War-Torn Eritrea Begins to Rebuild

TOILING to construct a 30-foot-tall earth dam for crop irrigation, mostly by hand, some 55 residents of this African farm village, including young girls and elderly women, line up with burlap sacks.

After digging dirt by hand to fill the sacks, they lug their loads to the dam site, 200 yards away. There they dump the dirt and tamp it down with the only machine being used, a small motorized roller. Then the workers, who are paid less than 50 cents a day worth of sorghum, go back for another load.

Along with massive terracing and reforestation projects, such dam-building is part of a national effort to restore - mostly by hand - the environment and farming of Eritrea, a breakaway province that won a 30-year war against Ethiopia in 1991. Officials celebrated the new country's independence on May 24 this year.

But with 80 percent of the population dependent on agriculture for a living and much of the country's farmland suffering from years of neglect during the long war, the task ahead is Herculean.

The soil erosion is "horrendous," says Tesfai Ghermazien, who heads the Eritrean Department of Agriculture. "Unless we restore our ecology, we can't have restoration of agriculture."

During the war, terraces that once slowed erosion were allowed to deteriorate, as farmers fled battles or, because they might have to flee, minimized their environ-mental efforts.

Some 500,000 Eritreans, most of them farmers, fled to neighboring Sudan to escape the war and drought. Most are still there.

Massive numbers of trees were cut down in Eritrea during the war, increasing the erosion, especially around areas where units of the Ethiopian Army were stationed.

The combination of drought and the cutting of trees for fuel by both soldiers and trapped urban residents has devastated the region around Asmara, the capital of Eritrea, including this hilly area some 20 miles from the city.

"When I was young, the hills [in this region] were covered with trees," says Bahta Tedros, a soil and water conservation expert with Eritrea's Department of Agriculture.

Around the turn of the century, about 30 percent of Eritrea was forest; now less than 2 percent is, Agriculture Secretary Tesfai says.

In this valley, soil has eroded off the treeless hills so badly that only rock remains near the top of some ridges.

But as some villagers build the dam to allow the growing of dry-season vegetable crops by irrigation, others have begun restoring old terraces or building new ones on many of the hillsides where there is still some soil.

The terraces not only retard erosion, but they also slow rain runoff so that it seeps into the hillsides, eventually raising the water table under crop lands in the valleys and improving crop-production potential, Tedros says.

Standing on a terraced hillside about six miles outside of Asmara, near another village, Mr. Bahta points to the recently constructed lines of earth and stone terraces that snake around the hills.

"We can do it," Bhata says confidently of plans to stabilize the soil on hillsides in the region and make the valleys below flourish. "If you are hopeful, you can do anything," he says, before trudging back down the hill.

In addition to thousands of miles of terracing, in 1992 Eritreans completed 17 dams, 20 ponds, and 34 wells, and they planted more than 20 million tree seedlings grown in rural nurseries, says Secretary Tesfai.

Some 100,000 seedlings are growing at one small nursery in the village of Adihawsha. The seedlings are mostly local varieties, which do well if the rains are good, says Isak Gilagbir, the head of the nursery. About 10 percent, he adds, are nonnative eucalyptus, which do better during dry years. The government of Eritrea supplies eucalyptus and juniper seeds to nurseries; villagers gather other seeds from local trees.

"Trees are growing well," says Scott Jones, a British forestry specialist working for the Eritrean Department of Agriculture. "People are craving seedlings."

One worker in the nursery, Tesfai Mairam, says he and many other farmers in the region hid themselves and their cattle in caves to escape detection by Ethiopian troops during periods of heightened tensions.

"Some family members were shot while walking along the roads; others were imprisoned" by Ethiopian troops, he says. "We weren't allowed to farm this area."

On March 30, the International Development Association approved a $25 million loan for Eritrea, part of which is for fertilizer, seeds, tools, and livestock - all needed to help farmers.

Even though many farmers in the area still lack enough seeds, tools, and oxen for plowing, farmer Rigbe Gebreapt, another part-time worker at the nursery, says the future looks "very bright."

"We have each other," she says. "Brothers and sisters have been reunited."

But conflicting land-ownership claims and lack of a uniform land-tenure system in Eritrea make "the land issue the most explosive issue" facing the new country, says Haile Woldense, secretary of the Department of Economic Development and Cooperation. A government commission has begun studying the topic, but it "might take it some time" to sort things out, he says.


# What to produce
Can you quote the records below in full, word for word?

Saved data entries
..........
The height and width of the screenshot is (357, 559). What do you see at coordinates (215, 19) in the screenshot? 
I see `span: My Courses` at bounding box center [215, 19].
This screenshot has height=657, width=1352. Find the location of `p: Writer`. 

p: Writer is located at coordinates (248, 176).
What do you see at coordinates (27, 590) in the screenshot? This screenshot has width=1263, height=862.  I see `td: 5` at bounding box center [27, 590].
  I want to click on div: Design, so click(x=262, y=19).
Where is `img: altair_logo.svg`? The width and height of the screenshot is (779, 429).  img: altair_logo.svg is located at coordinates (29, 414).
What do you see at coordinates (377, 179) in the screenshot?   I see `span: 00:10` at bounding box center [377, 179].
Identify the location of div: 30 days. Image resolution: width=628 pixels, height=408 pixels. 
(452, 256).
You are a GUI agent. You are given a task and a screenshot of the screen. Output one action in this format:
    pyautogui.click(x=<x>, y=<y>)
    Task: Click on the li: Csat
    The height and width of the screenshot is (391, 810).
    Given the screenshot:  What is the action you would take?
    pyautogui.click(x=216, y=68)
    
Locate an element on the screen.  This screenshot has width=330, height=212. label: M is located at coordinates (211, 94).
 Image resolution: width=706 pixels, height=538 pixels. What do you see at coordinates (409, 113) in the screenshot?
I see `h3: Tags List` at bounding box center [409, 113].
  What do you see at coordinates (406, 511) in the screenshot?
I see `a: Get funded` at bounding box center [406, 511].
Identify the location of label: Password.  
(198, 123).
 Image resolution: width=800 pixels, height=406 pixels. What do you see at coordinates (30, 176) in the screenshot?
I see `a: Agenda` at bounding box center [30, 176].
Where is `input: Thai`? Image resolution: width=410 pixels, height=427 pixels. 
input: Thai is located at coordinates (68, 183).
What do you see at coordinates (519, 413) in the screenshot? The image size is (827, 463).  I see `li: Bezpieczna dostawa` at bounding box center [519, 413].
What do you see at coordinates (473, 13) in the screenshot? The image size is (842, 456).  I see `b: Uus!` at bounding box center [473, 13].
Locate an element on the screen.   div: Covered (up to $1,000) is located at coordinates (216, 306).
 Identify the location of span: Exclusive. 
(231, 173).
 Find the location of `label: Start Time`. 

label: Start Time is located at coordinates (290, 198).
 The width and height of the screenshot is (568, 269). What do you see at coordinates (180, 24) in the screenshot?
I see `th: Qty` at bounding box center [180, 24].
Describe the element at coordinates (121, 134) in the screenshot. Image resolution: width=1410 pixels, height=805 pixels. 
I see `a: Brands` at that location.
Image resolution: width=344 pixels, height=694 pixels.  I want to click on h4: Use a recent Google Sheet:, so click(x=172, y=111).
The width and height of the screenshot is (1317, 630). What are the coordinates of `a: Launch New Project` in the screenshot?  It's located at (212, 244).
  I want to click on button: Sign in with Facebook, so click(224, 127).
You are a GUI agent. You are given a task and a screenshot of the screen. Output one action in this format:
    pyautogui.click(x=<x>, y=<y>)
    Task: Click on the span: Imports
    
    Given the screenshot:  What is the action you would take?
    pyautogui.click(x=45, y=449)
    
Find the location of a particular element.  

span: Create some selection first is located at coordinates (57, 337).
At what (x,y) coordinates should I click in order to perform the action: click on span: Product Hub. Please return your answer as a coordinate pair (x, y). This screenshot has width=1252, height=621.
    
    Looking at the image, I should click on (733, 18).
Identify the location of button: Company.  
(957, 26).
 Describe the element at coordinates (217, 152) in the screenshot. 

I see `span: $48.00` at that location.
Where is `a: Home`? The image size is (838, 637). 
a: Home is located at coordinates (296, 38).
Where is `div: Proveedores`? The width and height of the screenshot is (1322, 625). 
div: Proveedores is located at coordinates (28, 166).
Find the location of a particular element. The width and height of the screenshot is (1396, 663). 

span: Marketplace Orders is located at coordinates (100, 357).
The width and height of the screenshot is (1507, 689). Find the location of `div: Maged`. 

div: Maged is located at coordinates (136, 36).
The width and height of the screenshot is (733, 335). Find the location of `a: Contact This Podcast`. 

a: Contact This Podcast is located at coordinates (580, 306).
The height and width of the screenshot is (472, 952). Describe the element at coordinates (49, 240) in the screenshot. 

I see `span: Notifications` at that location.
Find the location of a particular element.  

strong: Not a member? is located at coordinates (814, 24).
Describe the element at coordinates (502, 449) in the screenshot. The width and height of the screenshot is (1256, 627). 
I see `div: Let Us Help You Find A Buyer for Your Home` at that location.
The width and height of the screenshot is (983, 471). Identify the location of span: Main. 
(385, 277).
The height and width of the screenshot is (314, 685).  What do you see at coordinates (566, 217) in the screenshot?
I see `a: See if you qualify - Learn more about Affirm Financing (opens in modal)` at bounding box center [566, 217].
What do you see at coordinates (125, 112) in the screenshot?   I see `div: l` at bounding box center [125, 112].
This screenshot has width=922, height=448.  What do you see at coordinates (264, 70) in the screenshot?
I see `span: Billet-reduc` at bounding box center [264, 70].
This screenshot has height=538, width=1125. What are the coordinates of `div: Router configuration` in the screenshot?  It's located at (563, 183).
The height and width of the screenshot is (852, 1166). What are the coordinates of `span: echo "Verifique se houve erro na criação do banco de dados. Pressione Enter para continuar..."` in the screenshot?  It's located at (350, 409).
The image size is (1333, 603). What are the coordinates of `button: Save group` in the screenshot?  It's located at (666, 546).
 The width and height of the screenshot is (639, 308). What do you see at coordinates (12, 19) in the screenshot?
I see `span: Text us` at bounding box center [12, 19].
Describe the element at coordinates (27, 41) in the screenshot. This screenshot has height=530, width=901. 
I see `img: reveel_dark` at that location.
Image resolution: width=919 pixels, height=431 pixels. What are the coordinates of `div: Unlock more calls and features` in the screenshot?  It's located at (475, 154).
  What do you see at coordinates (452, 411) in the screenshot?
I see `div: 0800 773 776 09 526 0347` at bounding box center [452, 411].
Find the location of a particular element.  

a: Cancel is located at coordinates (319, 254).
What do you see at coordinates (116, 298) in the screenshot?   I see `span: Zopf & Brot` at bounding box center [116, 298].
..........
# Solved exercise
The height and width of the screenshot is (357, 559). What do you see at coordinates (215, 19) in the screenshot? 
I see `span: My Courses` at bounding box center [215, 19].
This screenshot has height=657, width=1352. Find the location of `p: Writer`. 

p: Writer is located at coordinates (248, 176).
What do you see at coordinates (27, 590) in the screenshot? This screenshot has width=1263, height=862.  I see `td: 5` at bounding box center [27, 590].
  I want to click on div: Design, so click(x=262, y=19).
Where is `img: altair_logo.svg`? The width and height of the screenshot is (779, 429).  img: altair_logo.svg is located at coordinates (29, 414).
What do you see at coordinates (377, 179) in the screenshot?   I see `span: 00:10` at bounding box center [377, 179].
Identify the location of div: 30 days. Image resolution: width=628 pixels, height=408 pixels. 
(452, 256).
You are a GUI agent. You are given a task and a screenshot of the screen. Output one action in this format:
    pyautogui.click(x=<x>, y=<y>)
    Task: Click on the li: Csat
    The height and width of the screenshot is (391, 810).
    Given the screenshot:  What is the action you would take?
    pyautogui.click(x=216, y=68)
    
Locate an element on the screen.  This screenshot has width=330, height=212. label: M is located at coordinates (211, 94).
 Image resolution: width=706 pixels, height=538 pixels. What do you see at coordinates (409, 113) in the screenshot?
I see `h3: Tags List` at bounding box center [409, 113].
  What do you see at coordinates (406, 511) in the screenshot?
I see `a: Get funded` at bounding box center [406, 511].
Identify the location of label: Password.  
(198, 123).
 Image resolution: width=800 pixels, height=406 pixels. What do you see at coordinates (30, 176) in the screenshot?
I see `a: Agenda` at bounding box center [30, 176].
Where is `input: Thai`? Image resolution: width=410 pixels, height=427 pixels. 
input: Thai is located at coordinates (68, 183).
What do you see at coordinates (519, 413) in the screenshot? The image size is (827, 463).  I see `li: Bezpieczna dostawa` at bounding box center [519, 413].
What do you see at coordinates (473, 13) in the screenshot? The image size is (842, 456).  I see `b: Uus!` at bounding box center [473, 13].
Locate an element on the screen.   div: Covered (up to $1,000) is located at coordinates (216, 306).
 Identify the location of span: Exclusive. 
(231, 173).
 Find the location of `label: Start Time`. 

label: Start Time is located at coordinates (290, 198).
 The width and height of the screenshot is (568, 269). What do you see at coordinates (180, 24) in the screenshot?
I see `th: Qty` at bounding box center [180, 24].
Describe the element at coordinates (121, 134) in the screenshot. Image resolution: width=1410 pixels, height=805 pixels. 
I see `a: Brands` at that location.
Image resolution: width=344 pixels, height=694 pixels.  I want to click on h4: Use a recent Google Sheet:, so click(x=172, y=111).
The width and height of the screenshot is (1317, 630). What are the coordinates of `a: Launch New Project` in the screenshot?  It's located at (212, 244).
  I want to click on button: Sign in with Facebook, so click(224, 127).
You are a GUI agent. You are given a task and a screenshot of the screen. Output one action in this format:
    pyautogui.click(x=<x>, y=<y>)
    Task: Click on the span: Imports
    
    Given the screenshot:  What is the action you would take?
    pyautogui.click(x=45, y=449)
    
Find the location of a particular element.  

span: Create some selection first is located at coordinates (57, 337).
At what (x,y) coordinates should I click in order to perform the action: click on span: Product Hub. Please return your answer as a coordinate pair (x, y). This screenshot has width=1252, height=621.
    
    Looking at the image, I should click on (733, 18).
Identify the location of button: Company.  
(957, 26).
 Describe the element at coordinates (217, 152) in the screenshot. 

I see `span: $48.00` at that location.
Where is `a: Home`? The image size is (838, 637). 
a: Home is located at coordinates (296, 38).
Where is `div: Proveedores`? The width and height of the screenshot is (1322, 625). 
div: Proveedores is located at coordinates (28, 166).
Find the location of a particular element. The width and height of the screenshot is (1396, 663). 

span: Marketplace Orders is located at coordinates (100, 357).
The width and height of the screenshot is (1507, 689). Find the location of `div: Maged`. 

div: Maged is located at coordinates (136, 36).
The width and height of the screenshot is (733, 335). Find the location of `a: Contact This Podcast`. 

a: Contact This Podcast is located at coordinates (580, 306).
The height and width of the screenshot is (472, 952). Describe the element at coordinates (49, 240) in the screenshot. 

I see `span: Notifications` at that location.
Find the location of a particular element.  

strong: Not a member? is located at coordinates (814, 24).
Describe the element at coordinates (502, 449) in the screenshot. The width and height of the screenshot is (1256, 627). 
I see `div: Let Us Help You Find A Buyer for Your Home` at that location.
The width and height of the screenshot is (983, 471). Identify the location of span: Main. 
(385, 277).
The height and width of the screenshot is (314, 685).  What do you see at coordinates (566, 217) in the screenshot?
I see `a: See if you qualify - Learn more about Affirm Financing (opens in modal)` at bounding box center [566, 217].
What do you see at coordinates (125, 112) in the screenshot?   I see `div: l` at bounding box center [125, 112].
This screenshot has width=922, height=448.  What do you see at coordinates (264, 70) in the screenshot?
I see `span: Billet-reduc` at bounding box center [264, 70].
This screenshot has height=538, width=1125. What are the coordinates of `div: Router configuration` in the screenshot?  It's located at (563, 183).
The height and width of the screenshot is (852, 1166). What are the coordinates of `span: echo "Verifique se houve erro na criação do banco de dados. Pressione Enter para continuar..."` in the screenshot?  It's located at (350, 409).
The image size is (1333, 603). What are the coordinates of `button: Save group` in the screenshot?  It's located at (666, 546).
 The width and height of the screenshot is (639, 308). What do you see at coordinates (12, 19) in the screenshot?
I see `span: Text us` at bounding box center [12, 19].
Describe the element at coordinates (27, 41) in the screenshot. This screenshot has height=530, width=901. 
I see `img: reveel_dark` at that location.
Image resolution: width=919 pixels, height=431 pixels. What are the coordinates of `div: Unlock more calls and features` in the screenshot?  It's located at (475, 154).
  What do you see at coordinates (452, 411) in the screenshot?
I see `div: 0800 773 776 09 526 0347` at bounding box center [452, 411].
Find the location of a particular element.  

a: Cancel is located at coordinates (319, 254).
What do you see at coordinates (116, 298) in the screenshot?   I see `span: Zopf & Brot` at bounding box center [116, 298].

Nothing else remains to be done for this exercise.